As society makes greater efforts to rein in digital discrimination, the time is right to consider expanding the categories of protected groups under digital discrimination laws to include people of low SES. For this Article's purposes, digital discrimination laws include statutes addressing digital civil rights, data privacy, and algorithmic accountability. Part I of this Article describes the causes of algorithmic biases and maps the range of harms facing low-income people as a result of digital profiling, automated decision-making systems, and surveillance systems. Part II sets forth the landscape of existing antidiscrimination and data privacy laws and explains how the law currently provides no protection against SES discrimination in the digital context. It then provides an overview of proposed legislative reforms to enhance civil rights in digital privacy and algorithmic accountability. If enacted and enforced, these bills would certainly provide important new tools for combatting digital discrimination but not directly address harmful practices that target, exclude, or surveil people experiencing poverty. Part III thus proposes that any new laws prohibiting digital discrimination include low SES as a protected characteristic. It considers arguments for and against legal recognition of SES in data-centric regimes and concludes that it would provide a valuable counterweight against the opaque and unaccountable digital exploitation of low-income people, which undermines any vision of economic justice.

[. . .]

People experiencing poverty suffer digital discrimination based on their socioeconomic status. Algorithmic decision-making systems act as gatekeepers to the basic necessities of modern life, such as housing, jobs, healthcare, and education. In the United States, these systems lack transparency, and there are few mechanisms to hold the entities that deploy them accountable for their harm. Credit scoring algorithms embed financial hardship and thus reinforce poverty. Tenant screening algorithms weigh characteristics with no proven connection to renter reliability. Algorithms used in higher education favor the wealthy and prey on the poor. Digital advertising systems can feed or deny opportunities to people based on their status as financially vulnerable.
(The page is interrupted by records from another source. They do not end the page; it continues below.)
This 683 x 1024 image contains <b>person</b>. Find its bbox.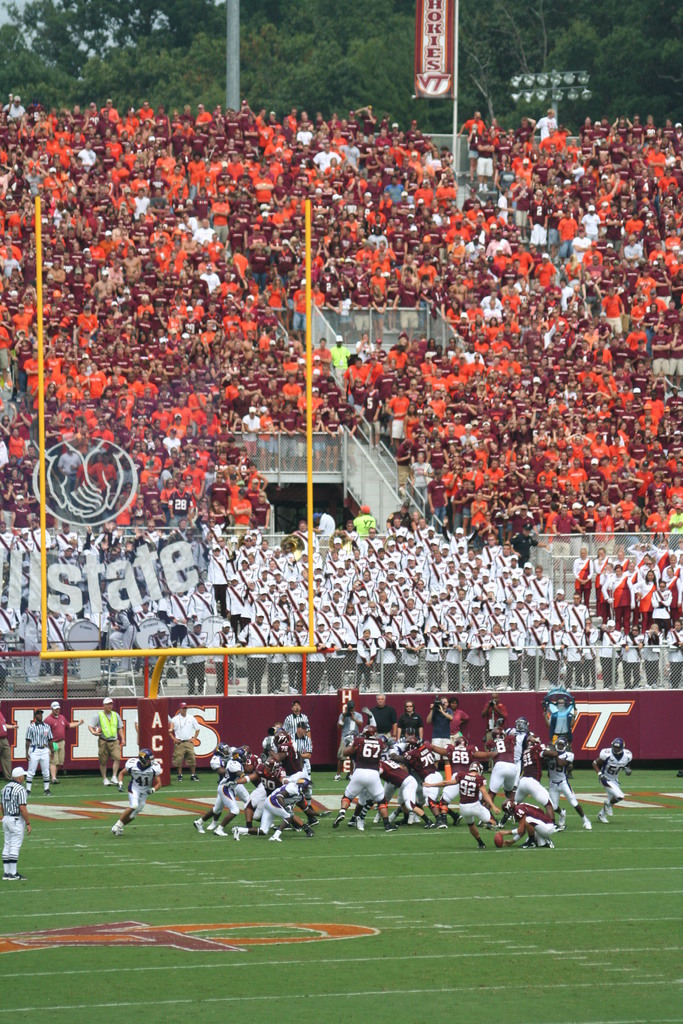
<region>590, 734, 634, 823</region>.
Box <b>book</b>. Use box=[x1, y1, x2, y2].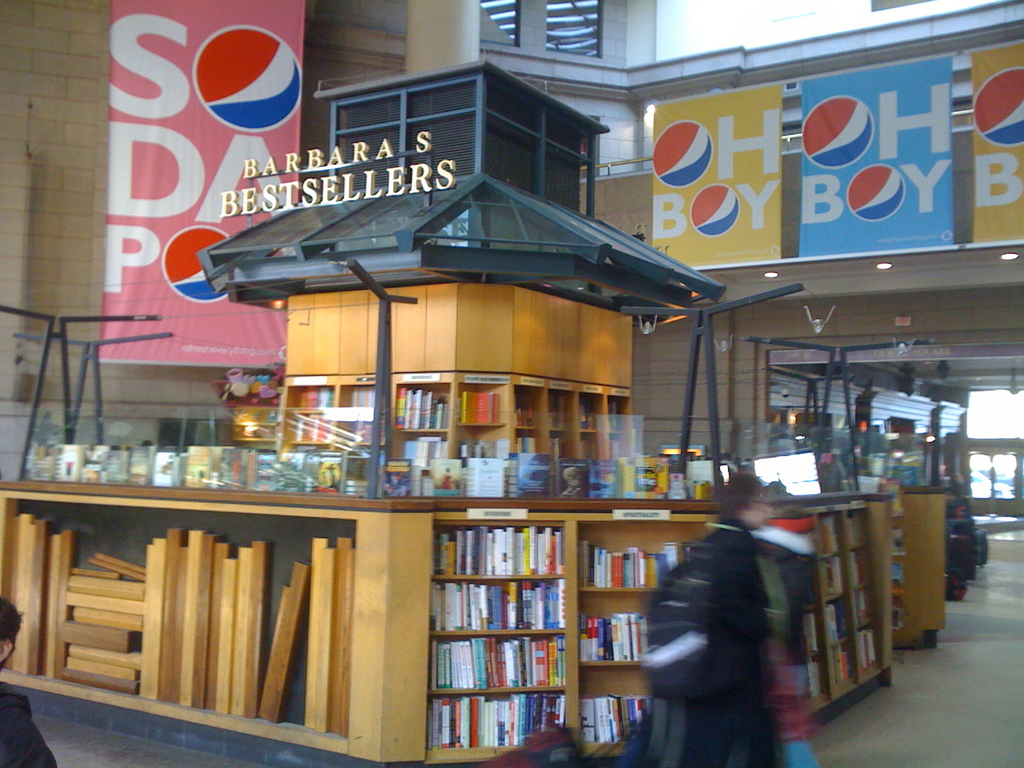
box=[576, 403, 588, 436].
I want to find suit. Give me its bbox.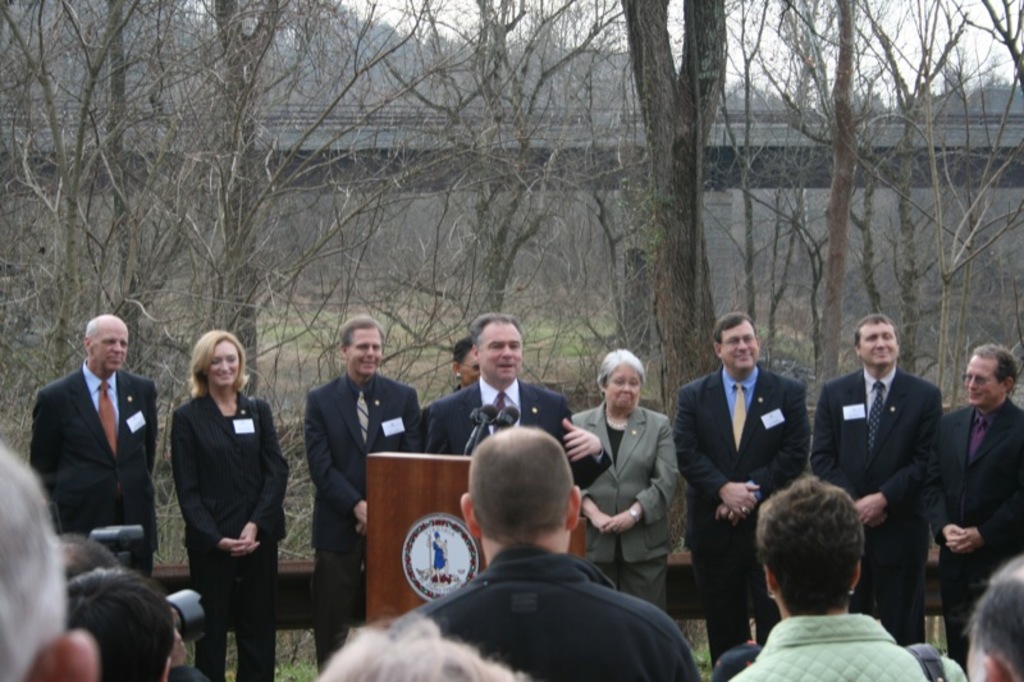
923, 402, 1023, 665.
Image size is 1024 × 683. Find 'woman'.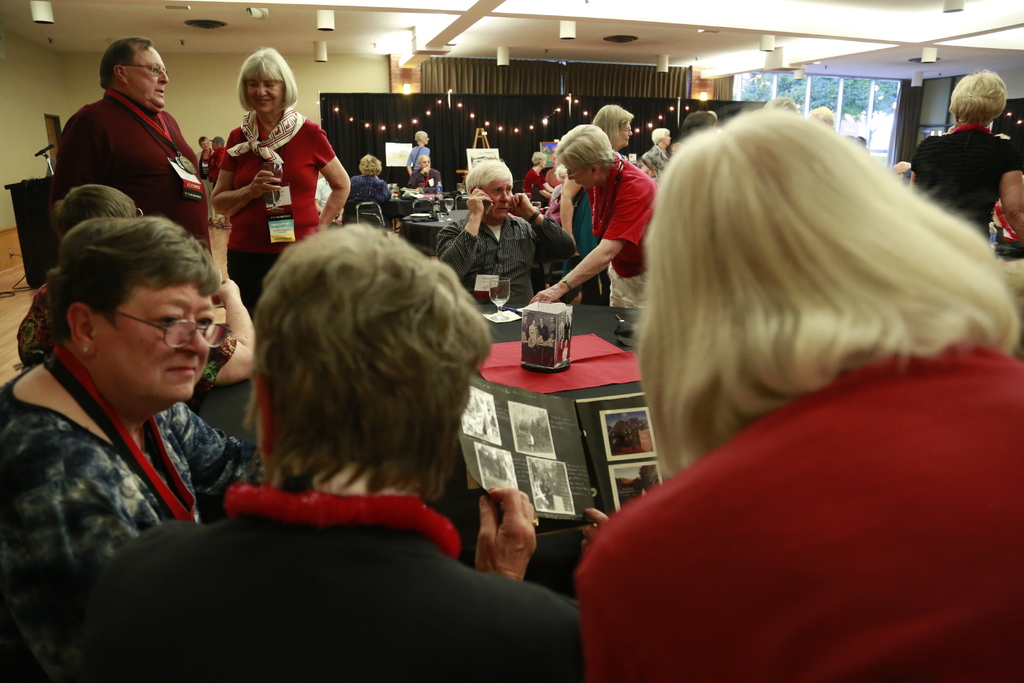
l=557, t=100, r=637, b=309.
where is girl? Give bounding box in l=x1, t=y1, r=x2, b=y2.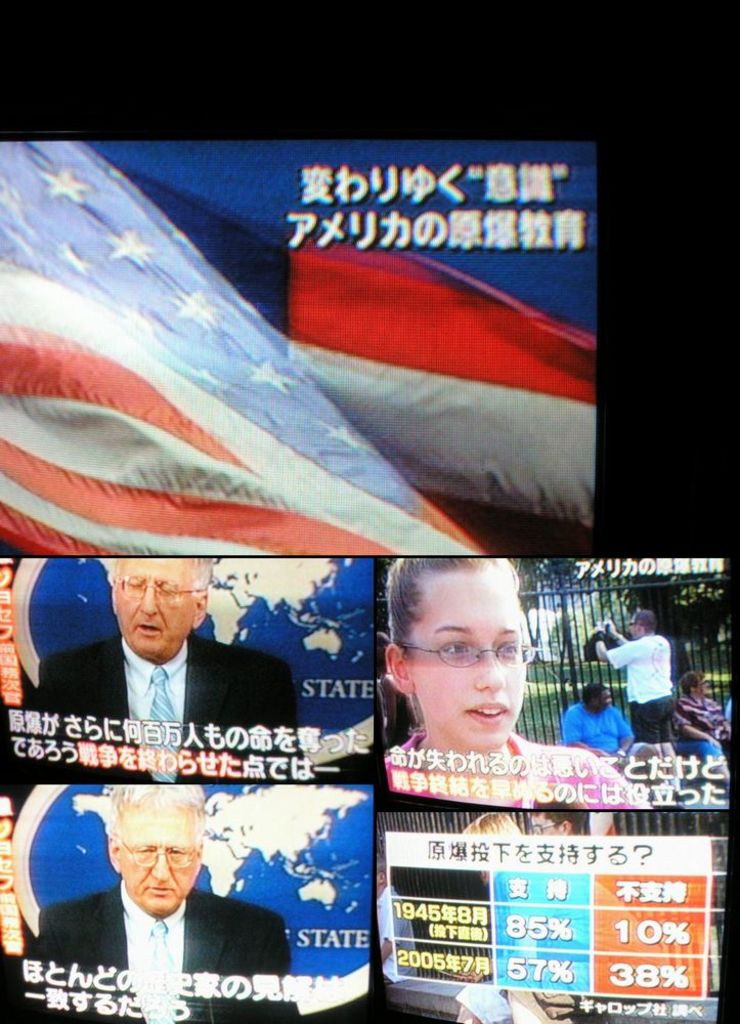
l=381, t=557, r=644, b=810.
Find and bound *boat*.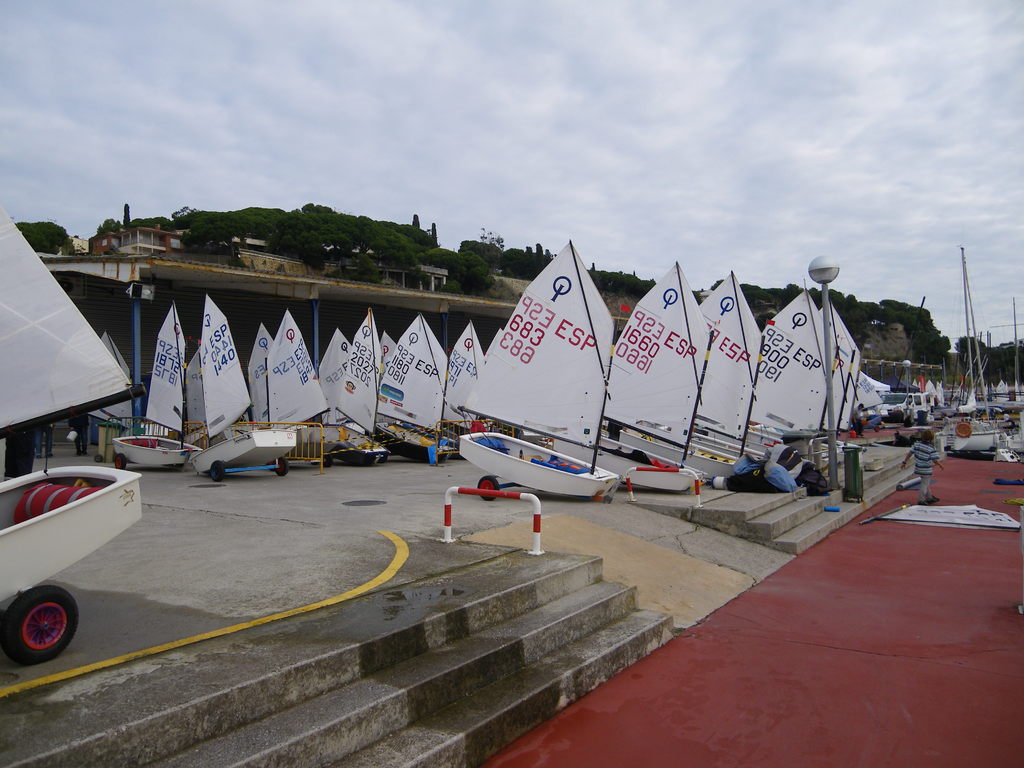
Bound: x1=0 y1=211 x2=142 y2=671.
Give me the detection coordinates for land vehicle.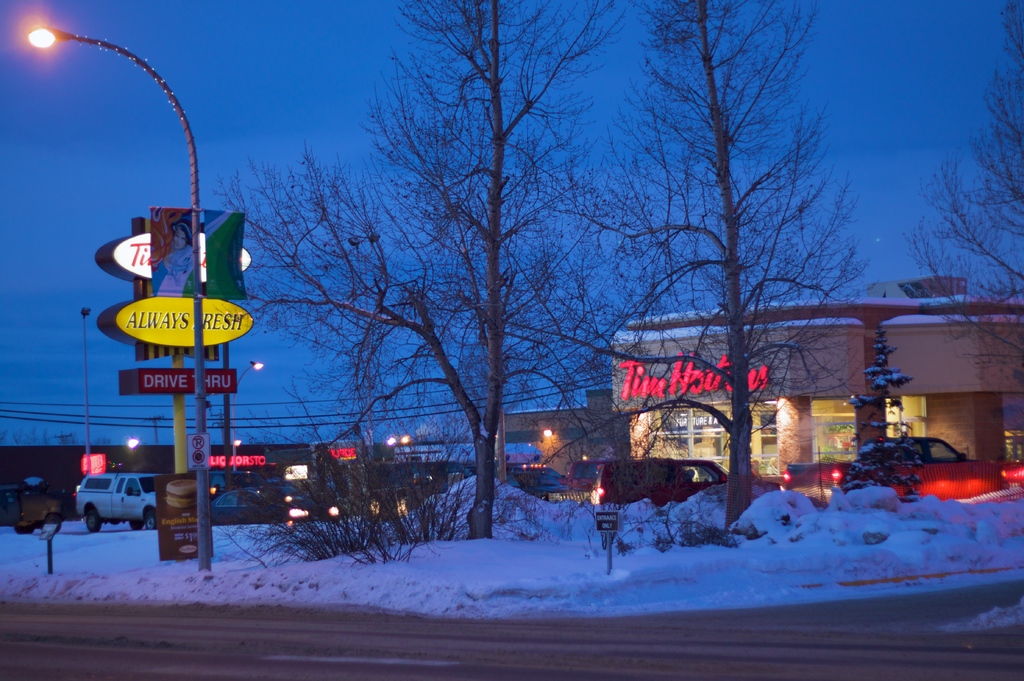
locate(497, 456, 591, 502).
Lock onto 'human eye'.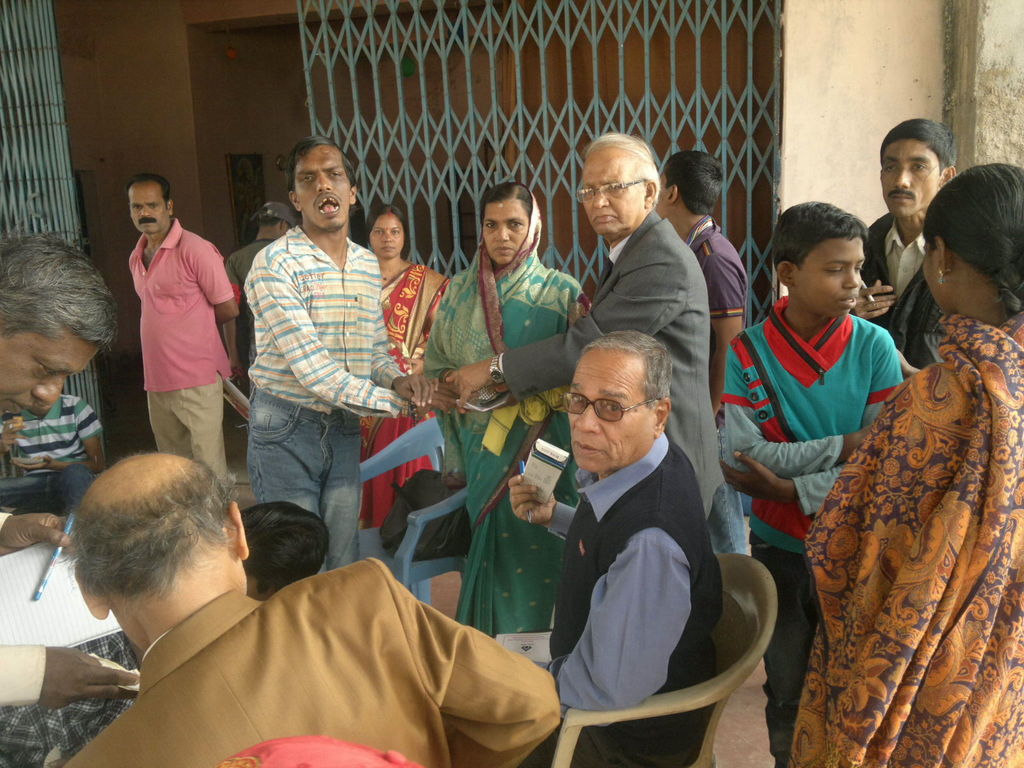
Locked: x1=853 y1=263 x2=865 y2=273.
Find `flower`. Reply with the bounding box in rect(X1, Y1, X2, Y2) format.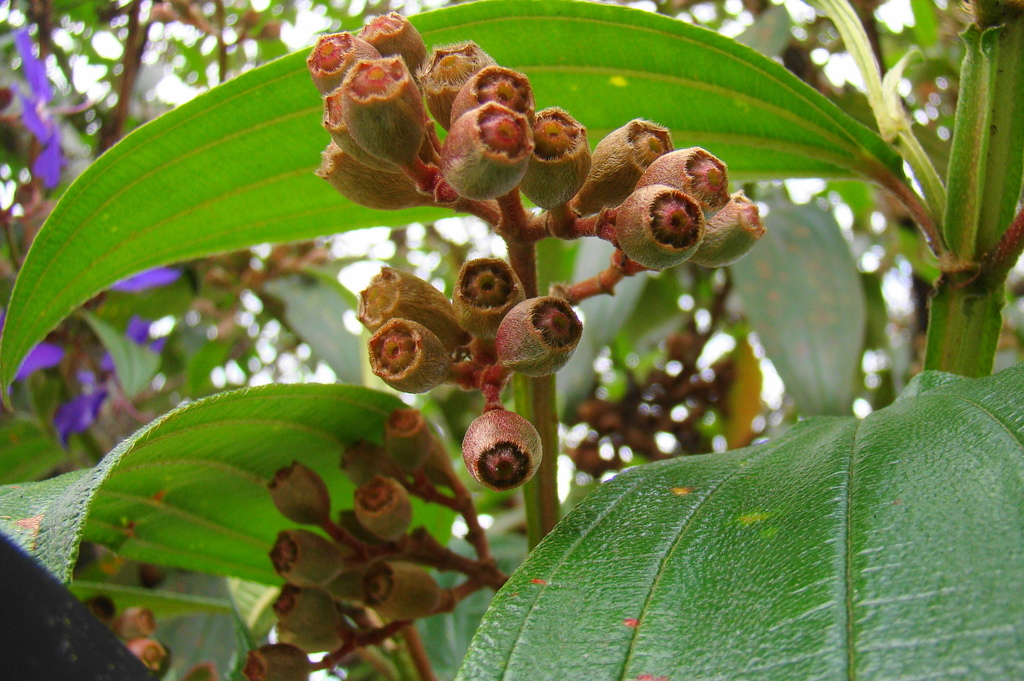
rect(111, 265, 176, 290).
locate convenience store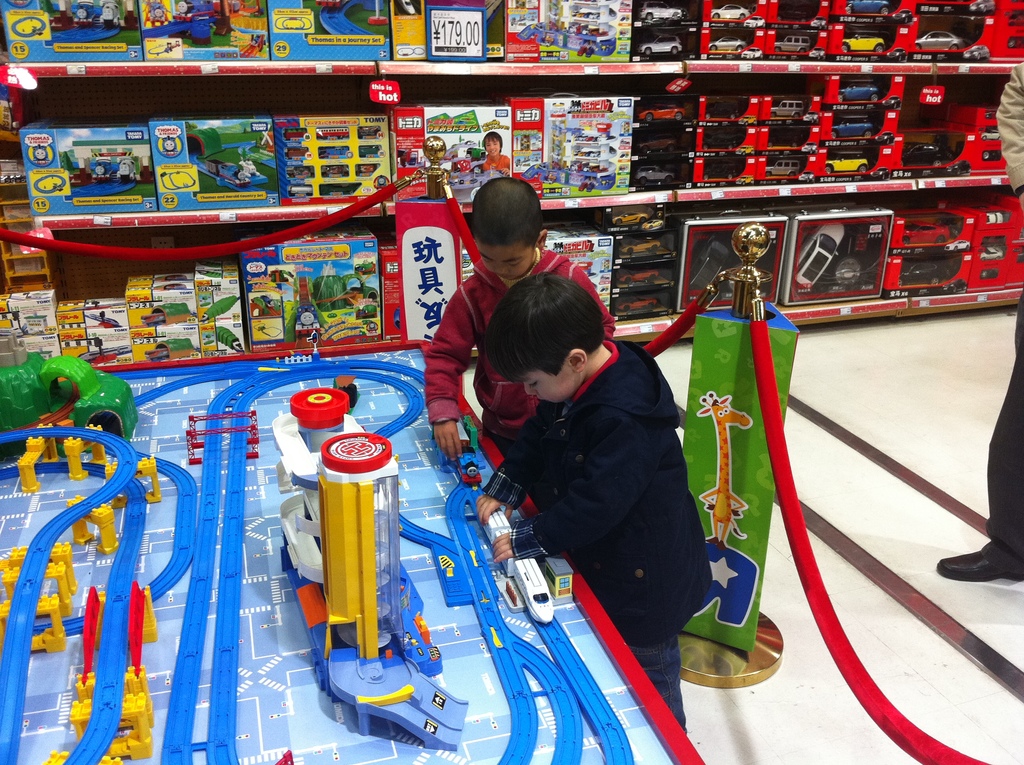
l=0, t=1, r=979, b=729
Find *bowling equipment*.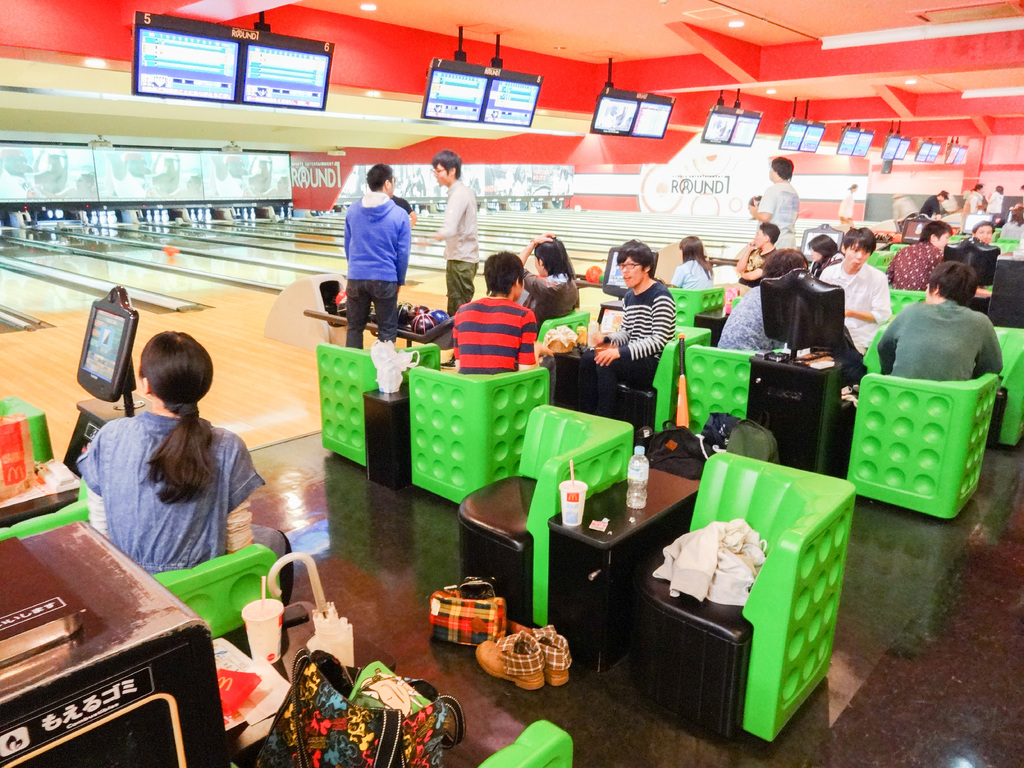
rect(205, 206, 212, 222).
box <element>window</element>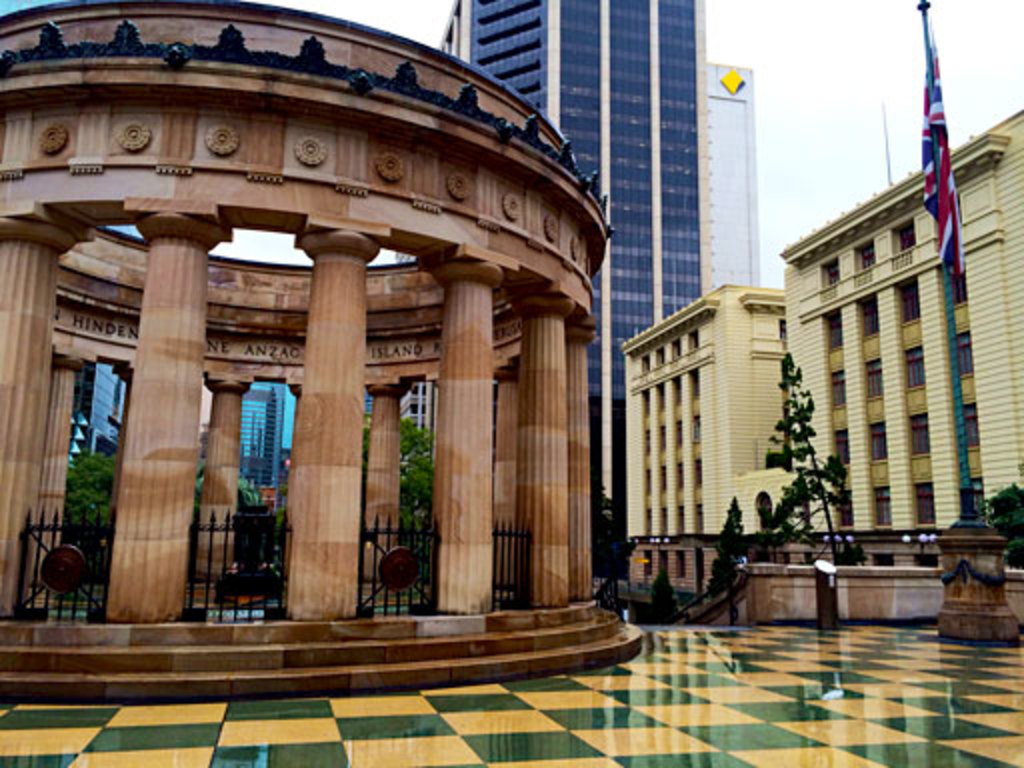
690:462:702:490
These examples are just the tip of the iceberg of algorithmic harms facing low-income people. Yet American law provides scant recourse to remedy these harms because poverty is not a protected characteristic under the Constitution or in antidiscrimination statutes. We are at the cusp of a wave of lawmaking to enhance data privacy and algorithmic accountability to rein in algorithmic bias against marginalized people. We should seize this moment and include socioeconomic status as a protected characteristic, similar to the protections afforded to people on the basis of their race, gender, disability, and other recognized categories. This would enhance economic opportunity for millions of Americans, advance the fight for racial justice, and generate the data to improve anti-poverty policymaking. It also can enhance technological innovation while furthering structural reforms for economic justice. Technology should be a tool to empower people rather than oppress them. Expanding civil rights to ban digital discrimination based on poverty is one step in the right direction.


Venable Professor of Law, University of Baltimore School of Law.